What do you students think about a topic before reading? Do their ideas change after reading? Learn about how anticipation guides can support your students’ changing opinions and ideas.
An anticipation guide is a strategy that is used before and after reading. It can activate students’ prior knowledge and build curiosity about a new topic as well as evaluate how their perception of understanding of a topic has changed after reading or learning more about it.
Before reading a selection, students respond to several statements that challenge or support their preconceived ideas about key concepts in the text. This helps to stimulate students’ interest in a topic and sets a purpose for reading. Anticipation guides should be revisited after reading to evaluate how well students understood the material, correct any misconceptions, and discuss new ideas and connections students made.
Anticipation guides are genuinely loved by teachers because they engage all students in the exploration of new information by challenging them to critically think about what they know or think they know about a topic and how their ideas maintain or change after learning more. In doing so, anticipation guides set a purpose to the reading, even for those students who initially may not be engaged by the topic.
There are several ways to construct an anticipation guide for middle and high school students. Most include the following steps (Duffelmeyer, 1994):
Take a look at this example anticipation guide: Hunger Games. Notice how the teacher used statements related to overarching themes within the text instead of events. Getting students to connect to themes is often a powerful way to engage them in a new topic or text. Now, let’s listen to a middle school science teacher discuss how she uses anticipation guides with her students.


> Task objective: How many lines of the entries below contain the string "pixels"? State the number alone.

> Source information:
►

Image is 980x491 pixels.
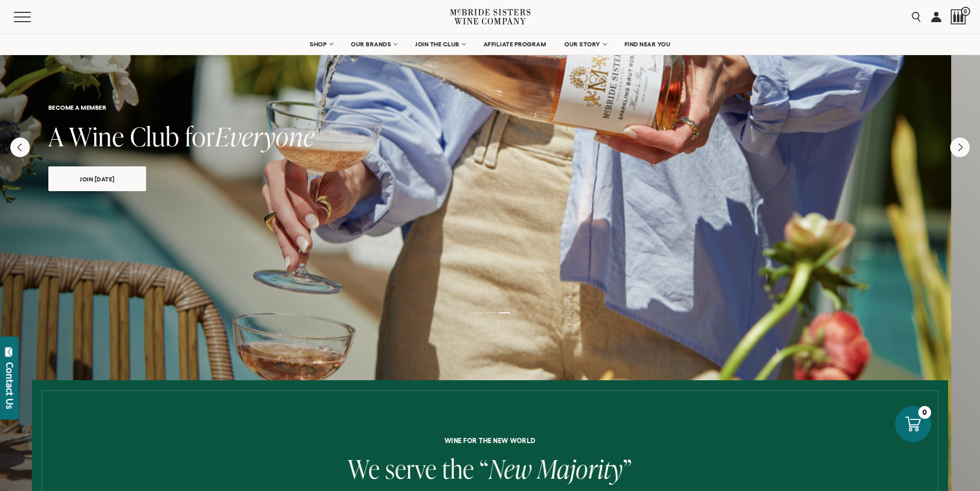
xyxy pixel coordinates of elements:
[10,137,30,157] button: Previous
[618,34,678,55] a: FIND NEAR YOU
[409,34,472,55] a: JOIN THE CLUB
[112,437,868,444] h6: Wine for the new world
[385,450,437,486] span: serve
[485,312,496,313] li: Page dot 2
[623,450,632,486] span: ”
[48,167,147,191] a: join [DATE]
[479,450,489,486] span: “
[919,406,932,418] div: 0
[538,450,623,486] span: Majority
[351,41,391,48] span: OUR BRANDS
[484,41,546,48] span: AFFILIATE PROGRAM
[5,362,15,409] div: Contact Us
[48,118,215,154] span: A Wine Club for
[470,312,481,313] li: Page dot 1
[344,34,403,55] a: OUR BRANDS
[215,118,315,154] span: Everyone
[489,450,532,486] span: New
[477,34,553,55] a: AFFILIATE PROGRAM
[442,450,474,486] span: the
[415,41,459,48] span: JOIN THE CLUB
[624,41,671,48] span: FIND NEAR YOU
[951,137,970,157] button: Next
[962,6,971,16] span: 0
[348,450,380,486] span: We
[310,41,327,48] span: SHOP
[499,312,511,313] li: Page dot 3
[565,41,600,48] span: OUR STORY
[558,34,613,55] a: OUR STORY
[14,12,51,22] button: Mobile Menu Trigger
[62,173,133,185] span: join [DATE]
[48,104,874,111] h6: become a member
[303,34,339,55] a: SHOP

◄
►

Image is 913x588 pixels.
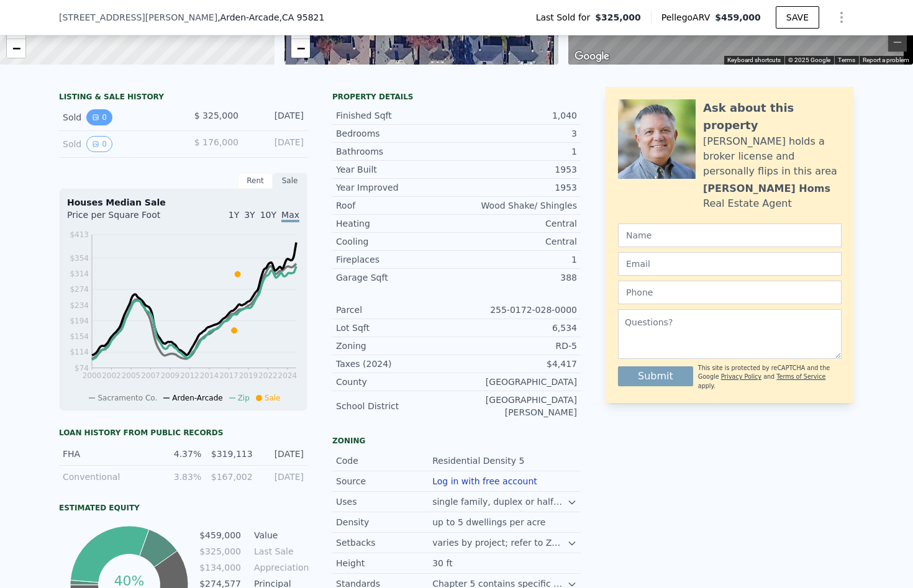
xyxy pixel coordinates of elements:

◄

> Reply to the task: 2